22 April, 2005

karmageddon

~ dream diary ~

I am driving in a city. Everywhere there are huge billboards advertising Star Wars Ep III: The Revenge Of The Sith. I am disgusted. As I pass one such billboard, with Hayden Christensen looking particularly pretty and effeminate, I scream bitterly to anyone within earshot, "Revenge Of The Sith?! More like: Return Of The SHIT!!!" I drive further. I am going to meet Snazzles. I listen to the radio about the War. America has declared all-out War on the entire Middle-East, on all of Islam. Cities throught America will be under retaliatory attack within hours.

I arrive at my destination. It is a little strange that the car-park is used as a Vet's surgery, but I like the clean, antiseptic smell. I meet Snazzles. We discuss the War. A TV is on. New York City is being carpet-bombed. All of America's allies are under attack, including Australia. There is a special episode of Oprah on, discussing the War, being broadcast from an underground studio. You can hear the explosions and the city of Chicago collapsing above Oprah's studio. This is what it feels like to be in a War. Not just watching it on a screen, happening somewhere far beyond reach. This is real. Myself, my friends and my family are all in direct, immediate danger. How in the Hell is this going to end, now that it has been started? I ask Snazzles. Bush is going to nuke all of the Middle East: Jews and Muslims, terrorists and pacifists. And once this War becomes nuclear, there will be no turning back. I am almost in tears. "I'm really fucking scared," I say to Snazzles.

My father is here. My boss, and family friend, Mr Warren is here. Other people from my work are here. Snazzles is gone. We are in a small office building, surrounded by fields containing numerous electricity terminal stations. I can hear explosions. "It's thunder," says patermunkey. But it's not. Electricity stations are infrastructure targets in any War. I can see planes in the distance, and bombs falling from their bellies. The furthest of the terminals disappear in belching flames and smoke. The ground rumbles. More planes swoop by, and the terminals in the middle distance explode. This is like waiting on the beach, watching the approach of a wave that will sweep you away.

Mr Warren is jovial. "Leanne will be shitting herself now," he jokes about his wife, who is at home, and knows that we are here. He is confident that only the terminals will be bombed, while the civilian building we are in will be safe. I am not so sure. The last remaining electricity terminal is only about 100 metres from the wall of windows through which we are watching. The planes swoop overhead. The bomb comes tumbling from their underside, like a giant, spiralling Nurofen capsule, falling in a straight line down towards the irregular metal structures of the terminal, just a stone's throw from where we stand.

"Get down!" shouts patermunkey. I am a step ahead of him. I am moving in real time, while the rest of the world lurches into ultra-slow-motion, like a Radiohead film clip. I am as far from the window as possible, in the foetal position, face down on the floor. I hear the bomb hit and explode. I feel the glass shatter and fly around me. The noise is incredible, and my eyes are closed. I do not know if the building will hold up. I do not know if there will be more bombs - a direct hit on this building. The noise continues, and I consciously relax my entire body, breathing deeply and gently. This might very well be the moment of my death, and there is nothing I can do about it. No use despairing or panicking, it is beyond my control - if this is the last feeling I will ever know, I want to know it with peaceful calm.

The noise dies away. I am still here. Covered in dust and smoke and shattered glass, but alive. Patermunkey is alive. My sister Cait is running around, scared but okay. My brother is dead. We lost him. My mother isn't here, but she's somewhere, and she's safe. I know this. The planes have left, for now. But the War will go on. Our stupid, short-sighted, conservative governments have condemned us to this fate. The corpse of my only brother lies somewhere among the ash and destruction. This meaningless hatred will claim us all, sooner or later.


Required work. Starting at the line that contains "Find the exact region of woman.", print every remaining line of the entries, unchanged, and output nothing more.

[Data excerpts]
######
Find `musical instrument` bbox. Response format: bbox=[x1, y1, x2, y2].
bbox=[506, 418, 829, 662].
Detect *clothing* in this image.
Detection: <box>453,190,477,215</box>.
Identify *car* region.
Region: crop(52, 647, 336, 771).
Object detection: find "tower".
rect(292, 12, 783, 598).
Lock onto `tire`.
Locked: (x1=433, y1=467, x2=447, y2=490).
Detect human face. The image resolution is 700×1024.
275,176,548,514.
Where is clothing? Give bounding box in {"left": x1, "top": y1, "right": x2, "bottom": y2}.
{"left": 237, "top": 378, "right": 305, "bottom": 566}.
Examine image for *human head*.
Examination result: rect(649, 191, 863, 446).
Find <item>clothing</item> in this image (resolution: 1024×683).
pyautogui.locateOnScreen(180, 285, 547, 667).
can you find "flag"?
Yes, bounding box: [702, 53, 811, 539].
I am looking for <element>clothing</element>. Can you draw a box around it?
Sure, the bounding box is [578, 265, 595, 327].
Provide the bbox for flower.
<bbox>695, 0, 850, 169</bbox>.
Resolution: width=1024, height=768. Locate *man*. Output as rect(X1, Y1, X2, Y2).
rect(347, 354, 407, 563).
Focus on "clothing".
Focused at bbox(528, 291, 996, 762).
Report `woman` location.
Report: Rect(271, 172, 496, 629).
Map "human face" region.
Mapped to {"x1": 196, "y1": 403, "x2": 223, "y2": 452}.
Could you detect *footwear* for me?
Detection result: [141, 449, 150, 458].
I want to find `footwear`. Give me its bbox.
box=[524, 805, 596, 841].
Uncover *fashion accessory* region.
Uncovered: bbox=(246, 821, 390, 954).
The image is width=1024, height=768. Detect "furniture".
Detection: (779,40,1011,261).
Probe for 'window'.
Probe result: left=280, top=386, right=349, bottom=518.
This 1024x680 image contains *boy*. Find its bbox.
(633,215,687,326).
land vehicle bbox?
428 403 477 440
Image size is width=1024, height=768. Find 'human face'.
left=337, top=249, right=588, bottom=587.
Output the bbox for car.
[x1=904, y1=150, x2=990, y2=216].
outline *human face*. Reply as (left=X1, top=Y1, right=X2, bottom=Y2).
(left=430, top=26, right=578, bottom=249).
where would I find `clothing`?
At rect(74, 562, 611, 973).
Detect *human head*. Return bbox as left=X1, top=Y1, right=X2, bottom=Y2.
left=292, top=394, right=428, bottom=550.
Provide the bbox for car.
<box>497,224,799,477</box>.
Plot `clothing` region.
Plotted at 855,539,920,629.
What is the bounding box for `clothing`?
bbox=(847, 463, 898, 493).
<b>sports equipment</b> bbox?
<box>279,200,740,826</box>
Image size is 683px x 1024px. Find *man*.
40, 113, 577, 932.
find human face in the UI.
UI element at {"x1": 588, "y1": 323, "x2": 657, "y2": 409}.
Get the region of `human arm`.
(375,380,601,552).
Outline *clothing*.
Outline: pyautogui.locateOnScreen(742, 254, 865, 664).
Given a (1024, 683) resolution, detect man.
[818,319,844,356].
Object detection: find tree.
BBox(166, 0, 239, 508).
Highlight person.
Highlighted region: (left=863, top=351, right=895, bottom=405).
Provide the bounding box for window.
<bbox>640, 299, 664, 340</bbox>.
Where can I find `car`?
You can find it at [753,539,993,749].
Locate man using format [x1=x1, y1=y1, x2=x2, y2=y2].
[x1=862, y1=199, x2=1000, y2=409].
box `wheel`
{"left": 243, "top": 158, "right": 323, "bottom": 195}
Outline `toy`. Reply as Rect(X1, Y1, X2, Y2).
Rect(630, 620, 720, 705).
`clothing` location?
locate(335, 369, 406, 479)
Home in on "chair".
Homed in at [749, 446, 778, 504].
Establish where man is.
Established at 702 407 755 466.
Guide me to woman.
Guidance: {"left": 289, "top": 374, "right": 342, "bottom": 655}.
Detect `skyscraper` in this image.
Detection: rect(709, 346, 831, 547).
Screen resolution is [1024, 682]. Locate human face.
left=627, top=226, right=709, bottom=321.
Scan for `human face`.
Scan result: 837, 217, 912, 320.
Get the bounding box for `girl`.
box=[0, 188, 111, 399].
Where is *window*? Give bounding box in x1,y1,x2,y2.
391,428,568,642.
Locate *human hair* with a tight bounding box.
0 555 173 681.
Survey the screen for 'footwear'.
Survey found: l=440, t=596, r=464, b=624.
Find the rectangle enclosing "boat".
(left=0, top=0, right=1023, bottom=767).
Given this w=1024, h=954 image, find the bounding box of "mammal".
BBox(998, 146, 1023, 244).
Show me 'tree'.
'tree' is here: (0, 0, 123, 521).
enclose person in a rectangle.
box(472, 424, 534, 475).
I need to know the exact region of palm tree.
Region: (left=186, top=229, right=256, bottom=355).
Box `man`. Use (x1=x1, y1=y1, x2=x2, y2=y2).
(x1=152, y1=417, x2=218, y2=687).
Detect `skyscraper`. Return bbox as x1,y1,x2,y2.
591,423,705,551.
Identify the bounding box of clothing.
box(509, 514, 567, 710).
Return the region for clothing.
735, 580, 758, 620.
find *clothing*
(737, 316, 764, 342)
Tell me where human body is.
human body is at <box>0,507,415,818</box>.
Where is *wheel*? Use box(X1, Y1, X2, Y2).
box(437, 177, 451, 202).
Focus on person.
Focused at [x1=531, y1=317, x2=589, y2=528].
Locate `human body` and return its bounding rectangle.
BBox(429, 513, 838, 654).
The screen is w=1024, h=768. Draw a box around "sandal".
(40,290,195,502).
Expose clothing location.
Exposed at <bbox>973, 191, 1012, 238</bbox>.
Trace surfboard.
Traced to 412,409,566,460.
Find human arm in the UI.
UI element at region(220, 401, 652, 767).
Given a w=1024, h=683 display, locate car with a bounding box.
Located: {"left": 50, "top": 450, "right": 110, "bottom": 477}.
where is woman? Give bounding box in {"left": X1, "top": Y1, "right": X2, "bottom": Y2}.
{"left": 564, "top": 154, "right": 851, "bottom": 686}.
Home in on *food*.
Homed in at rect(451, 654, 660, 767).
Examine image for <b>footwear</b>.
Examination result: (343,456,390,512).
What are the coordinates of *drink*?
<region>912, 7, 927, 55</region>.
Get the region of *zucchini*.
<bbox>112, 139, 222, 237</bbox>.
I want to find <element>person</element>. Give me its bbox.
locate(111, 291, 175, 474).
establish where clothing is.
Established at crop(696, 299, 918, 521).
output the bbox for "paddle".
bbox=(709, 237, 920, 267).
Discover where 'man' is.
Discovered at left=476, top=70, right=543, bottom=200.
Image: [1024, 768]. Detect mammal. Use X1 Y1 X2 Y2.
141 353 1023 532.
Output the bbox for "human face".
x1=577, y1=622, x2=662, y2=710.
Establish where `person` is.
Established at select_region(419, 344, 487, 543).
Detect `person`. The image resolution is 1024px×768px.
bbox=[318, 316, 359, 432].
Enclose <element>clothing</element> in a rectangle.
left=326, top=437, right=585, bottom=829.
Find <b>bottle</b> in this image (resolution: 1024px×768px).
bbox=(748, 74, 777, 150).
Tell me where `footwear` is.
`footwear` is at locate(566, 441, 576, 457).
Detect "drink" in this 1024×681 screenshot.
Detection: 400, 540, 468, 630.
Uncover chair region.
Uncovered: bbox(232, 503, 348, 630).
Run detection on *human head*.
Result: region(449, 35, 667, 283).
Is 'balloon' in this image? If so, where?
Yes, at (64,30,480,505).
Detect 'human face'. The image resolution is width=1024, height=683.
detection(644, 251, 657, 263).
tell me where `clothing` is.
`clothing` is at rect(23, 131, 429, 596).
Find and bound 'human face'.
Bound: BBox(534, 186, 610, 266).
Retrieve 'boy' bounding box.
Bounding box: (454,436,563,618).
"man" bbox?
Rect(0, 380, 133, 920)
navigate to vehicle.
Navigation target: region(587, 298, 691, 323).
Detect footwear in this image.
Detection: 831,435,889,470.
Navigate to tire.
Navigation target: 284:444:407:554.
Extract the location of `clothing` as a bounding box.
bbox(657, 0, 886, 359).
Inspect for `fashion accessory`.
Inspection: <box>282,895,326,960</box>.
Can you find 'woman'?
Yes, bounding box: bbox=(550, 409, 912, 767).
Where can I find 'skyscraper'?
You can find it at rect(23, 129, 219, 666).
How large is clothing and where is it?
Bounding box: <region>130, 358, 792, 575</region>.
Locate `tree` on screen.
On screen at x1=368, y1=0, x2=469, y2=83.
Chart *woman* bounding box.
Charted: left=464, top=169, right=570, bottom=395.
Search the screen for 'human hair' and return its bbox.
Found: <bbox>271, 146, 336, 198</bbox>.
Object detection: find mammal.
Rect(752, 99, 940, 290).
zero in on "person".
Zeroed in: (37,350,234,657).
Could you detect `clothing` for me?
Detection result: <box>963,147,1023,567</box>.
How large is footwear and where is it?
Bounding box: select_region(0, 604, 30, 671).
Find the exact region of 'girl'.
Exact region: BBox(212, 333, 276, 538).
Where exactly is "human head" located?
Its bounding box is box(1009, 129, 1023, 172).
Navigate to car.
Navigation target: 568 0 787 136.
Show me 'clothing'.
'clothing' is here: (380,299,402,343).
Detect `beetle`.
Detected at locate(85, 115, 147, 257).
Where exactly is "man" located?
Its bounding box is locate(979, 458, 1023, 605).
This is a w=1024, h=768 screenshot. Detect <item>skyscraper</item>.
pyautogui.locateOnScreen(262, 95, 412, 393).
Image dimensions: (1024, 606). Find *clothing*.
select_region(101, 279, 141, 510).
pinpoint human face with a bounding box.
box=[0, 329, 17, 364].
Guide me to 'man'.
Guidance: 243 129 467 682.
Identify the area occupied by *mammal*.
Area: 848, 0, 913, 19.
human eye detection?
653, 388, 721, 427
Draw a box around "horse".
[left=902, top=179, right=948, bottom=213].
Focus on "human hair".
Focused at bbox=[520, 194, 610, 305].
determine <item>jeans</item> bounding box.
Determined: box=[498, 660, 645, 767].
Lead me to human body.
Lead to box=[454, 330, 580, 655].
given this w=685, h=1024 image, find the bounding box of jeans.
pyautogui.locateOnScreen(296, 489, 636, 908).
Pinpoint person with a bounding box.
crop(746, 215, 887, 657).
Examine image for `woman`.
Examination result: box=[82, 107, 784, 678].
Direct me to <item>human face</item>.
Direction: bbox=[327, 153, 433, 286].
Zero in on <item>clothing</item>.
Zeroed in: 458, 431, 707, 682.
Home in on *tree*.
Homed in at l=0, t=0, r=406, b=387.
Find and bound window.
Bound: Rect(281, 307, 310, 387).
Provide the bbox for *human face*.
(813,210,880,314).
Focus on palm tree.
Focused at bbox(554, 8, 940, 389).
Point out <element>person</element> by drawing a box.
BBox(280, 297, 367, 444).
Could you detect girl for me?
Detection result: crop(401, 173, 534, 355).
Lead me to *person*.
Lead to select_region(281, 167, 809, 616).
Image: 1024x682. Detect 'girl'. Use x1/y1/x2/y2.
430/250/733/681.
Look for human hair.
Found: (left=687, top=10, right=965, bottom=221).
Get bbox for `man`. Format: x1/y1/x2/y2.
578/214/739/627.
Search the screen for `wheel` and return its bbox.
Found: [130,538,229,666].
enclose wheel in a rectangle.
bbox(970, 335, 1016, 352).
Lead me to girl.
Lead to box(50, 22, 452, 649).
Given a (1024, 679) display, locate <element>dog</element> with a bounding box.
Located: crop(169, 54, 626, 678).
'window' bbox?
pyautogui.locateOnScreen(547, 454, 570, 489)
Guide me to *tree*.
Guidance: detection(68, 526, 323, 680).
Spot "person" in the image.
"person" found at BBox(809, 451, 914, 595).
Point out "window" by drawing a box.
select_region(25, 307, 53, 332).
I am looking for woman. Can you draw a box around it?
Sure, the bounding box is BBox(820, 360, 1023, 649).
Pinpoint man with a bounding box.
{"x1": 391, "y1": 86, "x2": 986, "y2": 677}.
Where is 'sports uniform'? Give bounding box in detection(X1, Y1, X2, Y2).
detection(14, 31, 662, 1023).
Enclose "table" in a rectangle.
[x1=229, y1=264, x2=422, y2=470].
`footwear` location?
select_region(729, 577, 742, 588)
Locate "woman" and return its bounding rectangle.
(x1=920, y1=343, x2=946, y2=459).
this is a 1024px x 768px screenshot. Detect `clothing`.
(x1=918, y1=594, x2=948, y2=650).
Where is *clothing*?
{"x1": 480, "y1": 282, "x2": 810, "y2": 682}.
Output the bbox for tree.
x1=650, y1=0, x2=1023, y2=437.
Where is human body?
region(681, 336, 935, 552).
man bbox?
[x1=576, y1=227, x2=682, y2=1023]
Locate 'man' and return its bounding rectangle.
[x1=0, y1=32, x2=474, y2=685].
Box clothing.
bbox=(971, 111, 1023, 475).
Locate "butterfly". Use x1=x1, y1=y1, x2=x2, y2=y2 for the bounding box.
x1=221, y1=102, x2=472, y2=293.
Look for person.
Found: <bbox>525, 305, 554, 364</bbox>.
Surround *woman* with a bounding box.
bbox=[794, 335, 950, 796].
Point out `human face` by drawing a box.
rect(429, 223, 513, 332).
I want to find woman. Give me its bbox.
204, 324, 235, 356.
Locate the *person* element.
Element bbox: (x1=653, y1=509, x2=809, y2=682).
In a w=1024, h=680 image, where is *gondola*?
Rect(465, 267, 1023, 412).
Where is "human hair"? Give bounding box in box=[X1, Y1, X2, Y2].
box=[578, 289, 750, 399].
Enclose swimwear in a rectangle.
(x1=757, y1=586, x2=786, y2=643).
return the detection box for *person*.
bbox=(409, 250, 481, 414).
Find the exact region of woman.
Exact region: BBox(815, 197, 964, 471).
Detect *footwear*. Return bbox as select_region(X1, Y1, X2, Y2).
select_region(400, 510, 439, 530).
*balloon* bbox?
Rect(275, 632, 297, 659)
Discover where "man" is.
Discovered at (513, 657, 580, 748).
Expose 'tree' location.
######
Written answer.
Find the exact region of woman.
Exact region: BBox(815, 197, 964, 471).
Detect *footwear*. Return bbox as select_region(X1, Y1, X2, Y2).
select_region(400, 510, 439, 530).
*balloon* bbox?
Rect(275, 632, 297, 659)
Discover where "man" is.
Discovered at (513, 657, 580, 748).
Expose 'tree' location.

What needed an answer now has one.